Editorial: Why L.A. needs a larger City Council
If Los Angeles is the City of Angels, then its problems are its faults. One of the reasons is the lack of a functioning, democratic city council dedicated to making city decisions.
Over the past few decades, residents and tourists have been told more than once that L.A. is a city of neighborhoods, of people who have been here forever and who know what’s best for their own neighborhoods.
So it seemed that, in the past, the residents and the tourists would all get along famously. But Los Angeles is full of neighborhoods, like SoMa, that have been around for a century or more.
All of a sudden, there are new people in town who don’t live in those parts of the city, and if the old residents didn’t have a sense of unity they might not have been around.
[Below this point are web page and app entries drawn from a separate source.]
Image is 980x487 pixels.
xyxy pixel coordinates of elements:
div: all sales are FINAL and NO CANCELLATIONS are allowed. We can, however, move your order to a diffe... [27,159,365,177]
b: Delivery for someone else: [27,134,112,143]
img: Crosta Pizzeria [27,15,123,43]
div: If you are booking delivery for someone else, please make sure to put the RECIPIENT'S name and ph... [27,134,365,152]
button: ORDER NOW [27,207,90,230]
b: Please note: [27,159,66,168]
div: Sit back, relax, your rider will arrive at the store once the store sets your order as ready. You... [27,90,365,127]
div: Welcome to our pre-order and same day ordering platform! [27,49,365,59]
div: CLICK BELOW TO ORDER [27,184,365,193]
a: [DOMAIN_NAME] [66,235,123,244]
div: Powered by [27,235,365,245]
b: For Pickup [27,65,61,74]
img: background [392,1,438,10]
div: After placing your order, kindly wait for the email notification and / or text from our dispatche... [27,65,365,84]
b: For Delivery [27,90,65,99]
What was once a neighborhood in a certain section of Los Angeles is now a whole neighborhood.
But what was once a neighborhood of old people and young people is now a neighborhood of new people and old people.
And there are new people who are, you know, from out of town, like Los Angeles has never had before.
It’s time to get a larger City Council. The larger the City Council, the greater the democracy, because that’s a democracy. It’s not a dictatorship where you have to have 10 people and if you don’t then you’re not a legitimate city, just like Los Angeles is not.
We need a City Council that listens to the people who actually live in the neighborhoods first and foremost, and it’s for everyone by the way. And we need to elect our City Council that way. Because once we have that City Council we can start working on the problems that the people actually need help with.
We don’t need to wait for a new mayor to come in and start solving these problems. We can start tackling them already sitting in the City Council.
We need a City Council that is not a bunch of out-of-towners that don’t even live here and don’t understand what’s really happening.
What was once a neighborhood in a certain section of Los Angeles is now a whole neighborhood.